There are many reasons to criticize Donald Trump.
He’s a deliberately polarizing public figure who likes to shoot from the verbal hip, revels in viciously taunting opponents and displays an often brutally uncompromising style that riles up a lot of people to the point of apoplexy.
But one thing you can’t say about Trump is that he’s a bad father.
I’ve been around him many times when he was with his five children — Don Jr., Ivanka, Eric, Tiffany and Barron — and he’s a proud, loving dad, and that feeling is reciprocated by each of them.
As any parent knows, you can’t fake that kind of relationship with your kids, and it takes a lot of work to achieve mutual respect and genuine affection.
So I can only imagine how both he and his youngest son, now 18, must have felt when the judge in Trump’s unprecedented criminal trial suggested yesterday that he could be jailed if he tries to skip a day in court, even if it’s to be at Barron’s graduation from Oxbridge Academy in Palm Beach on May 17.
I was at my youngest son’s graduation ceremony from an English university last year and it was one of the best days of both our lives — a joyous celebration of his years of hard work, enjoyed with all his closest friends and their families.
And if anyone deserves that kind of day, it’s surely Barron, who’s had to grow up in the eye of the ferocious storm of his controversial father’s political and presidential career.
It must have been so hard for him to be the son of the world’s most talked-about and divisive figure of the 21st century.
Yet none of that seems to cut much ice with Justice Juan Merchan, who is overseeing the trial and warned Trump yesterday that if tries to skip any days in his court, he may be tossed into a prison cell.
Merchan hasn’t yet rejected Trump’s request to go to the graduation, but he did say that “it really depends on how we’re doing on time and where we are in the trial.”
Does it, Judge?
Shouldn’t it really depend on your basic sense of humanity toward a father and son?
As Trump said outside court: “It looks like the judge will not let me go to the graduation of my son who’s worked very, very hard and he is a great student and very proud of the fact he did so well and has been looking forward for years to graduation with his mother and father there.”
This small but personally very meaningful moment in yesterday’s opening day of this trial just about summed up the whole unedifying farce.
In the annals of American presidential history, has there ever been a cheaper, more demeaning and utterly pointless attempt to shame and humiliate one of the only 45 people to be president of the United States?
This whole Stormy Daniels saga is so pathetic.
Honestly, who cares if Trump may have had a one-night stand with a porn star 18 years ago?
If it happened the way Stormy recounted it to me in an interview last year, then it was an entirely consensual fling — one that Trump denies — between two adults who knew exactly what they were doing.
And Trump wasn’t a politician at the time, he was a billionaire real estate tycoon and TV star.

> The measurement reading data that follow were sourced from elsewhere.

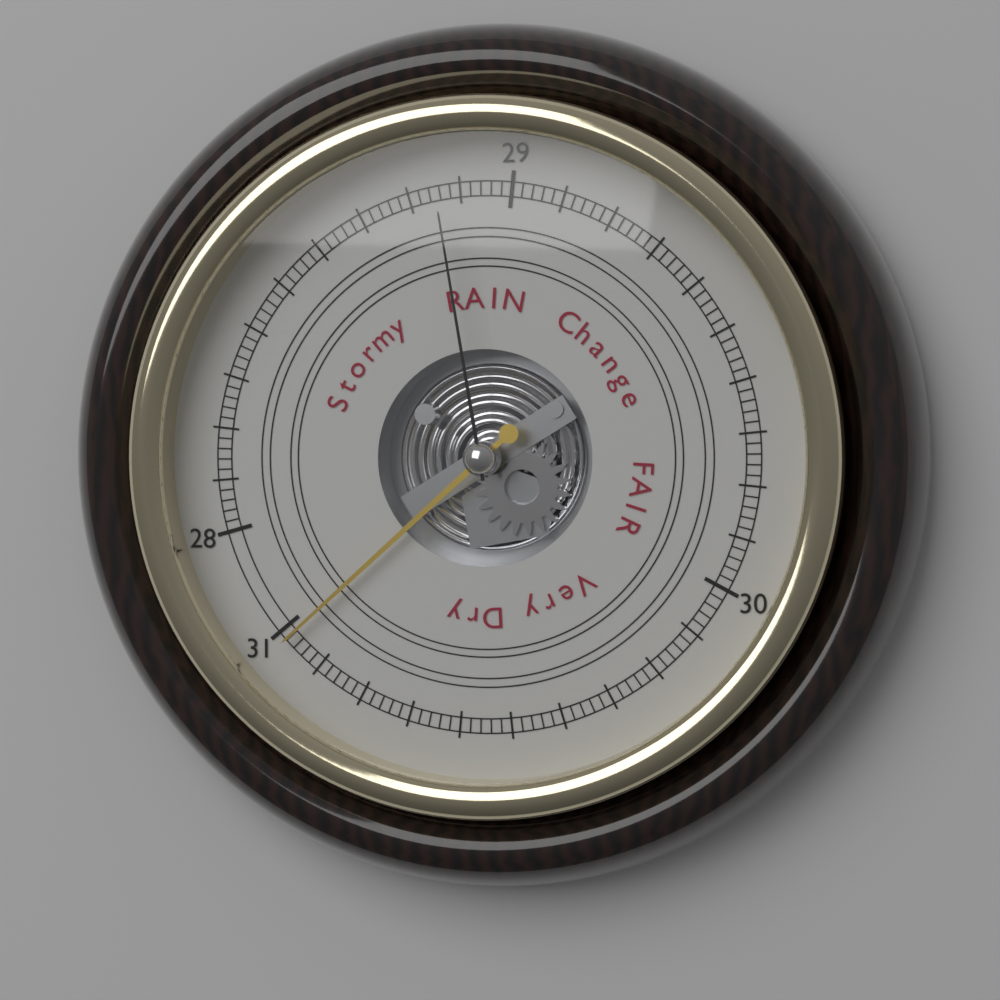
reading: 30.98 (no unit)
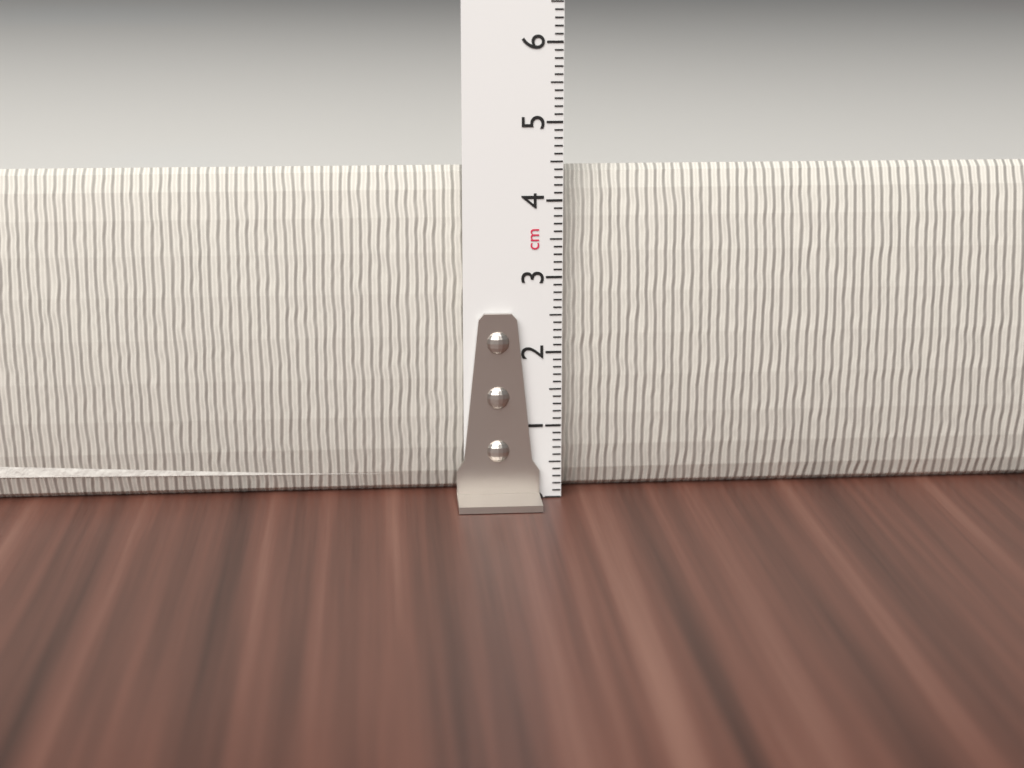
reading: 4.4 cm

You can harbor moral disapproval of it if you wish, but the idea that it has led to a criminal trial in which Trump faces four years in prison is ridiculous.
It’s patently obvious that Manhattan’s DA, Alvin L. Bragg, has been driven by political malice in bringing the 34-count indictment accusing Trump of falsifying business records to conceal hush money payments to buy Daniels’ silence before the 2016 election.
Even if that’s exactly what Trump did, it would be no different from the myriad similar deals struck by the rich and famous in America all the time to stop damaging stories coming out about them — true or false.
And there’s such a stinking hypocrisy about the way Democrats have tried to destroy Trump for alleged sexual peccadillos.
Bill Clinton had sex with an intern in the Oval Office when he was a sitting president and paid $850,000 to settle a case with Paula Jones, who accused him of harassing and assaulting her while he was Arkansas governor.
Both these things strike me as considerably more serious than anything Trump did with Daniels in a Beverly Hills hotel.
Yet I don’t remember Clinton enduring any criminal trial.
However, I do remember him attending his daughter Chelsea’s graduation from Sidwell Friends High School in 1997, embracing her off stage after she received her diploma, and then making an emotional speech to all the students, speaking of his great pride.
It’s outrageous that Donald and Barron Trump should be deprived of the same shared experience.
Should the moment come next month when Merchan bans him from attending, Trump should ignore him and go to the graduation.
If Merchan tries to jail him for doing what any loving father in America would do in the same situation, Trump will win the election by a landslide.